LA Weekly: Porn Industry, Steven Hirsch, Kayden Kross, File Suit Against Mandatory Condoms In L.A.

In Advocacy by AHF

 
LA Weekly
by Dennis Romero

As we predicted, freedom of speech is shaping up to be a key issue in the porn industry’s fight against mandatory condom use on-set in Los Angeles County.

Smut business titans including Steven Hirsch, chief of Vivid Entertainment, announced that they have filed a lawsuit in federal district court in Los Angeles that says the law, approved by county voters in November, violates porn’s freedom of expression.

The AIDS Healthcare Foundation this afternoon begged to differ:

The organization, which spearheaded the effort to get the mandatory condom measure on the ballot (it passed 57 to 43 percent), predicts that the industry will lose this fight.

Tom Myers, general counsel for the foundation says this in a statement sent to the Weekly and other outlets:

Despite what the adult industry’s lawyers are claiming in this lawsuit, Measure B is not directed at speech, and as such, their First Amendment claims will likely ring hollow with the court. Measure B is about safety in a commercial endeavor. Nothing in Measure B restricts the content of what can be shown … The same reason one requires condoms is the same reason a stunt man or woman would have to use a net, or be tied to a harness.

The suit names Hirsch and performers Kayden Kross and Logan Pierce and plaintiffs. Defendants include the County of Los Angeles, county health director Jonathan Fielding, and District Attorney Jackie Lacey.

According to a statement from the industry lobbying group, the Free Speech Coalition, the measure’s rules …

… place an intolerable restriction on freedom of expression. The lawsuit also challenges the County’s jurisdiction to regulate adult production on performer health and safety.

Some in the business have also questioned whether such a law is constitutional in situations, for example, where a husband and wife want to have sex on camera without a condom: Can the people enforce birth control?

Hirsch of Vivid says:

The new law makes no sense and it imposes a government licensing regime on making films that are protected by the Constitution. Measure B will have vast unintended consequences which may undermine industry efforts to protect the health of our actors and actresses.

He says the industry’s monthly testing protocol (some performers get tested every other week) works and has kept the business safe from HIV, though there have been scares, both in 2004 and again in 2011. Leaders in the business argue that none of those performers who ended up with HIV got it on-set.

The business has argued that customers won’t buy condom porn and that enforcement of the law will force production to leave town.

AIDS Healthcare Foundation president Michael Weinstein:

Unfortunately, the industry has tried everything so far except exploring how they might actually comply with the law.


## [WHAT TO PRODUCE]
Below are some records. Pull every line that contains the word "point".

Dataset entries
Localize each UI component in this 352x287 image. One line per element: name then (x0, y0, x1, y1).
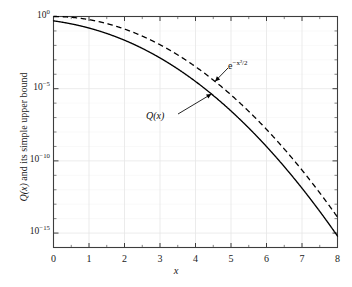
y-axis-title-math: Q(x) (18, 183, 29, 201)
x-tick-label-2: 2 (122, 254, 127, 264)
x-tick-label-4: 4 (193, 254, 198, 264)
y-axis-title-rest: and its simple upper bound (18, 72, 29, 183)
annotation-q-function: Q(x) (146, 111, 164, 121)
y-tick-label-0: 100 (22, 11, 50, 21)
annotation-q-function-label: Q(x) (146, 110, 164, 121)
y-axis-title: Q(x) and its simple upper bound (19, 57, 29, 217)
annotation-upper-bound: e−x²/2 (228, 61, 247, 71)
x-tick-label-3: 3 (158, 254, 163, 264)
x-axis-title: x (0, 266, 352, 277)
x-tick-label-5: 5 (229, 254, 234, 264)
x-tick-label-7: 7 (300, 254, 305, 264)
x-tick-label-8: 8 (335, 254, 340, 264)
x-tick-label-1: 1 (87, 254, 92, 264)
y-tick-label-3: 10−15 (22, 227, 50, 237)
x-tick-label-6: 6 (264, 254, 269, 264)
figure-container: 100 10−5 10−10 10−15 012345678 Q(x) and … (0, 0, 352, 287)
x-tick-label-0: 0 (51, 254, 56, 264)
annotation-upper-bound-exponent: −x²/2 (232, 59, 247, 67)
chart-plot-area (0, 0, 352, 287)
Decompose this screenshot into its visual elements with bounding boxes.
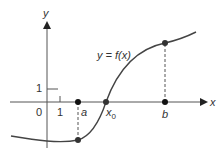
point-b-label: b <box>162 108 168 120</box>
y-axis-arrow-icon <box>43 21 51 29</box>
point-a-axis <box>75 99 81 105</box>
y-axis-label: y <box>42 7 50 19</box>
curve-label: y = f(x) <box>96 49 131 61</box>
x-axis-label: x <box>209 96 216 108</box>
point-fb <box>162 40 168 46</box>
origin-label: 0 <box>36 106 42 118</box>
y-one-label: 1 <box>36 82 42 94</box>
point-x0 <box>103 99 109 105</box>
x0-subscript: 0 <box>112 112 117 121</box>
point-a-label: a <box>81 106 87 118</box>
x-axis-arrow-icon <box>200 98 208 106</box>
point-x0-label: x0 <box>105 106 117 121</box>
point-fa <box>75 137 81 143</box>
x-one-label: 1 <box>57 106 63 118</box>
intermediate-value-diagram: y x 0 1 1 y = f(x) a x0 b <box>0 0 219 157</box>
point-b-axis <box>162 99 168 105</box>
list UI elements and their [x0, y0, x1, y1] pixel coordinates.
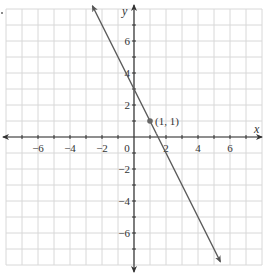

## [SOLUTION FOR THIS TASK]
point-b-label: b <box>162 108 168 120</box>
point-a-axis <box>75 99 81 105</box>
point-fb <box>162 40 168 46</box>
point-x0 <box>103 99 109 105</box>
point-a-label: a <box>81 106 87 118</box>
point-x0-label: x0 <box>105 106 117 121</box>
point-fa <box>75 137 81 143</box>
point-b-axis <box>162 99 168 105</box>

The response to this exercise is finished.